Lazise-Peschiera Pipeline Repair: Boosting Garda Lake Wastewater System

Start of repair works on the Lazise-Peschiera sublacual pipeline. During the 1990s, to support the grounding collector, a fiberglass structure costing approximately fifteen billion lira was built, which was supposed to transfer wastewater directly from Pergolana in the Municipality of Lazise to the Peschiera conurbation treatment plant. Since it never came under pressure, it remained unused for years and was at the center of a complicated judicial matter. With the agreement signed last month, it is now up to the company Fondedile of Naples to repair its pipelines at their own expense, which have numerous ruptures along a route just over eight kilometers long. Only upon successful final testing will the azienda gardesana servizi pay just 900 million lira of the three billion lira it was condemned to pay, with an arbitration award, settling all further claims.

The repair works, started in recent days and overseen by engineer Graziano Falappa, expert in submarine pipelines, are to be completed before Easter 2002, with all technical and administrative acts finalized by the end of next year. Once completed, the sewage system on the Veronese side of the lake will more than double its capacity in the most delicate section. Undoubtedly, this marks a positive administrative beginning both for the new director of Ags Eugenio Azzali and for the recently appointed Board of Directors.
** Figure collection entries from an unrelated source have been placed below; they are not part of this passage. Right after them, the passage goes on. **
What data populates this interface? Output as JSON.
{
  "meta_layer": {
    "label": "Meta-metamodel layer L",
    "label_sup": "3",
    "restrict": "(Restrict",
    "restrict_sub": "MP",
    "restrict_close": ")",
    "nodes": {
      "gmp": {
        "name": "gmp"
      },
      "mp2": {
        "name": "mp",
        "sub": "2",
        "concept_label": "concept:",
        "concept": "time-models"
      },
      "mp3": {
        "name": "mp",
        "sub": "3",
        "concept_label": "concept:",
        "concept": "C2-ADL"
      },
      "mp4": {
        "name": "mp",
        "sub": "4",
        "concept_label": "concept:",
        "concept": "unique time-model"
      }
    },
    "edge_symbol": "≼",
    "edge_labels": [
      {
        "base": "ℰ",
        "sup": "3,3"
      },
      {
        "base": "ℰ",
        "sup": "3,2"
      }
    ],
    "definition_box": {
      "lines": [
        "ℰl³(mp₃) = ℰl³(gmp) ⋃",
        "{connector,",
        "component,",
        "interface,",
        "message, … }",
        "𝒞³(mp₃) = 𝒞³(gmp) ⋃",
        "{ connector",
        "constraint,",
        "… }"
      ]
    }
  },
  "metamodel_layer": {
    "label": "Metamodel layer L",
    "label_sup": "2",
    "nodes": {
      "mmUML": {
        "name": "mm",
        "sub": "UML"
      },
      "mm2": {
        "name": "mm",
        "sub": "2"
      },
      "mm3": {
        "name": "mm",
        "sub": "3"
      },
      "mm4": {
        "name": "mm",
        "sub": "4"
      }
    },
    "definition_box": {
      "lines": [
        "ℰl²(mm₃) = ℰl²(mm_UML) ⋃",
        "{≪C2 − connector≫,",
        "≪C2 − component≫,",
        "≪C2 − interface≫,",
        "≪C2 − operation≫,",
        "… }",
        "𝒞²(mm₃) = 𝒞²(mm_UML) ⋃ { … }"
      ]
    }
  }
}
Comments on the management and future of the system

“Certainly, the work carried out by our predecessors was good,” admits Vittorino Zanetti, recently appointed president, “and this has been acknowledged even in the letter recently sent to them.” The council, among other things, had previously voiced the need to establish a management company for the sewer collection, treatment, and delivery of potable water, operating mainly in the Garda municipalities.

“It is up to the Assembly of mayors to set the guidelines within which Ags should operate. However, personally,” Zanetti emphasizes, “I believe the goal of shared resources within the consortium is commendable, given that Lake Garda reflects a specific socio-economic reality. Therefore, an expanded action involving the conjoined efforts of the Garda Bresciano company and links with the Autonomous Province of Trento is justified.”

Let’s not forget,” the president clarifies, “that the situation is complex. For this reason, a broader conference is planned to clarify the current state of affairs as much as possible, focusing both on the management issues of the conurbation treatment plant and the entire Garda sewer system, especially considering the findings of a study commissioned in the past to the University of Turin and completed last year.” The report, reviewing what has been done, highlights a series of structural deficiencies and states that a system divided into four treatment plants would have been preferable instead of just one.

The document emphasizes how some of the complications that have arisen over twenty years of functioning of the Garda water decontamination system stem from management split between two companies, one veronese and one brescian. “Exactly for this reason,” Zanetti states, “it is time to rethink, analyze proposals to adapt the intake system to the company’s treatment plant as outlined in the project by engineer Mario Quaglia and revised by engineer Gaetano Romanò. Meanwhile, given that the interventions will take a long time, it’s essential to continue with some partial works within the framework of the Polytechnic of Turin project.”